On the night of the Florida primary, several friends and I went out to our favorite coffee house to watch the polling results come in on the television. Everyone was in a great mood, eager to discuss the results and the significance of the outcome. As I stood in line to order my favorite overpriced drink, I was so distracted by a commotion coming from our area near the fireplace, I turned to see which of my friends was the source, only to realize it was the broadcast.
What Fox News served up that night for U.S. citizens was a consumer grade carnival ride — a production of laughs, bad jokes and inappropriate comments, interspersed with political analysis. It began with co-anchor Megyn Kelly, billed by Fox News as “smart, tough and trusted.” It was difficult to watch her laugh her way through the production, dropping such gems as “I thought you were about to say drama queen” during the broadcast.
Perhaps, we are to blame for choosing Fox in the first place, right? The coverage looked promising with senior political correspondent Brit Hume and Karl Rove as commentators and co-achored by Bret Baier, a former chief White House Correspondent with considerable Washington political journalism experience. But Baier was noticeably uncomfortable at times, trying to keep the show on track. The difficulty stemmed from the balancing act Baier had to perform between Kelly and the eight commentators interspersed throughout the coverage and a production that pushed flash over substance.
The Florida results were important because it was a winner-take-all delegate state, and the issue of corporate favors became an issue between Romney and Gingrich. The critical gaze of the concerned public has been increasingly focused on the relationship of corporations to government and what has been called “crony capitalism,” the influence peddling in Washington in exchange for campaign donations and favorable laws. Republican presidential hopeful, House Speaker Newt Gingrinch, came under considerable fire from Mitt Romney for his $25,000 per month “consulting fee” from Freddie Mac, the mortgage giant embroiled in the housing crash. When Gingrich defended his relationship, Romney fired back, “They don’t pay people $25,000 a month for six years as historians.”

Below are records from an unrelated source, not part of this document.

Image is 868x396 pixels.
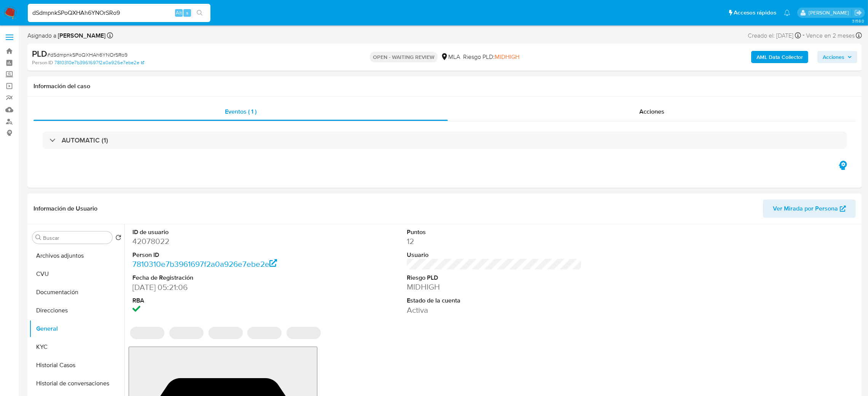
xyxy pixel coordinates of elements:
button: Documentación [29,283,125,301]
dt: Puntos [407,228,582,236]
div: Creado el: [DATE] [747,31,801,41]
dt: Usuario [407,251,582,259]
h1: Información de Usuario [33,205,97,213]
button: KYC [29,338,125,356]
span: MIDHIGH [494,52,519,61]
input: Buscar [43,235,109,242]
button: CVU [29,265,125,283]
div: MLA [441,53,460,61]
dt: Estado de la cuenta [407,296,582,305]
dt: Riesgo PLD [407,274,582,282]
dd: MIDHIGH [407,282,582,292]
span: Eventos ( 1 ) [225,107,257,116]
button: Archivos adjuntos [29,247,125,265]
dd: 12 [407,236,582,247]
input: Buscar usuario o caso... [28,8,211,18]
dd: Activa [407,305,582,315]
dt: Person ID [133,251,308,259]
a: Salir [854,9,862,17]
a: Notificaciones [784,9,790,16]
dt: Fecha de Registración [133,274,308,282]
button: Acciones [817,51,857,63]
span: # dSdmpnkSPoQXHAh6YNOrSRo9 [47,51,127,59]
h3: AUTOMATIC (1) [62,136,108,145]
dd: [DATE] 05:21:06 [133,282,308,293]
button: Volver al orden por defecto [115,235,121,243]
span: Acciones [822,51,844,63]
b: AML Data Collector [756,51,803,63]
span: - [802,31,804,41]
button: Historial de conversaciones [29,375,125,393]
b: Person ID [32,59,53,66]
span: Ver Mirada por Persona [773,199,837,218]
button: search-icon [191,7,207,18]
b: [PERSON_NAME] [57,31,106,40]
span: Acciones [639,107,664,116]
p: abril.medzovich@mercadolibre.com [809,9,851,16]
span: Accesos rápidos [734,9,776,17]
span: Alt [176,9,182,16]
button: Buscar [35,235,42,241]
a: 7810310e7b3961697f2a0a926e7ebe2e [54,59,144,66]
dt: ID de usuario [133,228,308,236]
button: Historial Casos [29,356,125,375]
dd: 42078022 [133,236,308,247]
span: Asignado a [27,32,106,40]
span: s [186,9,188,16]
span: Riesgo PLD: [463,53,519,61]
dt: RBA [133,296,308,305]
p: OPEN - WAITING REVIEW [370,52,438,62]
b: PLD [32,47,47,60]
button: General [29,320,125,338]
span: Vence en 2 meses [806,32,854,40]
a: 7810310e7b3961697f2a0a926e7ebe2e [133,259,277,270]
button: Ver Mirada por Persona [762,199,855,218]
h1: Información del caso [33,82,855,90]
div: AUTOMATIC (1) [43,131,847,149]
button: Direcciones [29,301,125,320]
button: AML Data Collector [751,51,808,63]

Additionally, this is our first presidential campaign since the Supreme Court struck down a large portion of the McCain-Feingold campaign finance laws, and Florida may be the first state to be unduly influenced by Super-PACs (super-political action committees). Under the First Amendment, the Supreme Court ruled in Citizens United v. Federal Election Commission (2010) to uphold corporate rights to make campaign contributions, a ruling which has caused considerable ongoing debate. In the wake of that ruling, corporations can donate unlimited funds to Super-PACs as long as those funds are not coordinated with the actual candidates campaigns. This amounts to the ultimate honor system. Stephen Colbert has formed his own Super-PAC to illustrate the absurdity and danger of such a political monstrosity influencing our political process, raising over a million dollars and temporarily turning control of the Super-PAC over to fellow satire-news show host Jon Stewart while he explored a run in South Carolina.
Supreme Court Justice Stevens forceful dissenting argument in the 2010 landmark case pointed out the dangers and ambiguities of the decision: corporations may be controlled by nonresidents, they can neither vote nor run for office, and the ruling has no indication about how a corporation should handle electioneering when shareholders are not united in agreement about a candidate.

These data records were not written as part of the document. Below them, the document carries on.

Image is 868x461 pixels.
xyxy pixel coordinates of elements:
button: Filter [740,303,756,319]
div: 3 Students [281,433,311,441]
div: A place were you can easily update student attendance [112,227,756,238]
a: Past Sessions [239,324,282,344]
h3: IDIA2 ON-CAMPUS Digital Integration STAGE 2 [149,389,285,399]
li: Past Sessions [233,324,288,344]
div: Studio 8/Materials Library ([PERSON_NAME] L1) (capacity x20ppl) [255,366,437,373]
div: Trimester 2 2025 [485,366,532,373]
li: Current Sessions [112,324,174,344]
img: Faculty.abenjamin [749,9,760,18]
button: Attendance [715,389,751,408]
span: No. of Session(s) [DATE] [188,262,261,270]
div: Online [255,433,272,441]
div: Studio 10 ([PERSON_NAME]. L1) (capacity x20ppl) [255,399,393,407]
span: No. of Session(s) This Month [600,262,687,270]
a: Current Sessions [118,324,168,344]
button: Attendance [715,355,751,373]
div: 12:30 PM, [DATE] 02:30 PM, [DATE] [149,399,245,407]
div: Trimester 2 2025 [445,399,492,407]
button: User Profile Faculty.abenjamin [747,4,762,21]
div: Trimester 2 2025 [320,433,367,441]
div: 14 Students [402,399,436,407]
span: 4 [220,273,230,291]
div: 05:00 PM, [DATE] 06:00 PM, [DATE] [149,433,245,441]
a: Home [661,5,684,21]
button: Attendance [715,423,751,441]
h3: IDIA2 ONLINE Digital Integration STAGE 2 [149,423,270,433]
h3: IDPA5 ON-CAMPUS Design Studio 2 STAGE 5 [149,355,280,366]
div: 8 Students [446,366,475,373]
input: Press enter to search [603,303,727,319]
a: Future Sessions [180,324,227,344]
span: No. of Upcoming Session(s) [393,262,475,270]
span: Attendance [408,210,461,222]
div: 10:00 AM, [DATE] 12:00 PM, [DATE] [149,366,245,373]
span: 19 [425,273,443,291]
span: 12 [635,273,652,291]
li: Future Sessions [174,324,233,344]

There has been coverage on Super-PAC contributors, and Fox News did discuss it, but they chose to focus on the individual donors rather than the business interests they actually represent. The fact that there were anonymous donors was lightly touched upon, but no speculation was broached regarding the significance of such an arrangement. In other words, the Fox News coverage did not consider Justice Stevens concerns to be worthy of investigative reporting or even the cheapest form of acknowledgement: talk.
Campaign finance will remain an issue, especially during a time of the supposed billion dollar re-election fund goal of incumbent President Barack Obama. Jim Messina, the Obama for America re-election campaign manager, squashed those rumors quickly, noting that type of money “turns people off from politics.” And increasingly, a specific kind of money is turning people off from politics: corporate.
Less is sometimes more. Just as Colbert is showing the money in Super-PACs makes a mockery of democracy, Fox News is showing the quest for excitement — the music, the touchscreens, the sound-bite quips and the laughter — misses an opportunity to critically examine one of the most important issues in our country: “corporate personhood” and the influence of the Super-PACs.
Kit Kelchner is a philosophy and health sciences major in his senior year.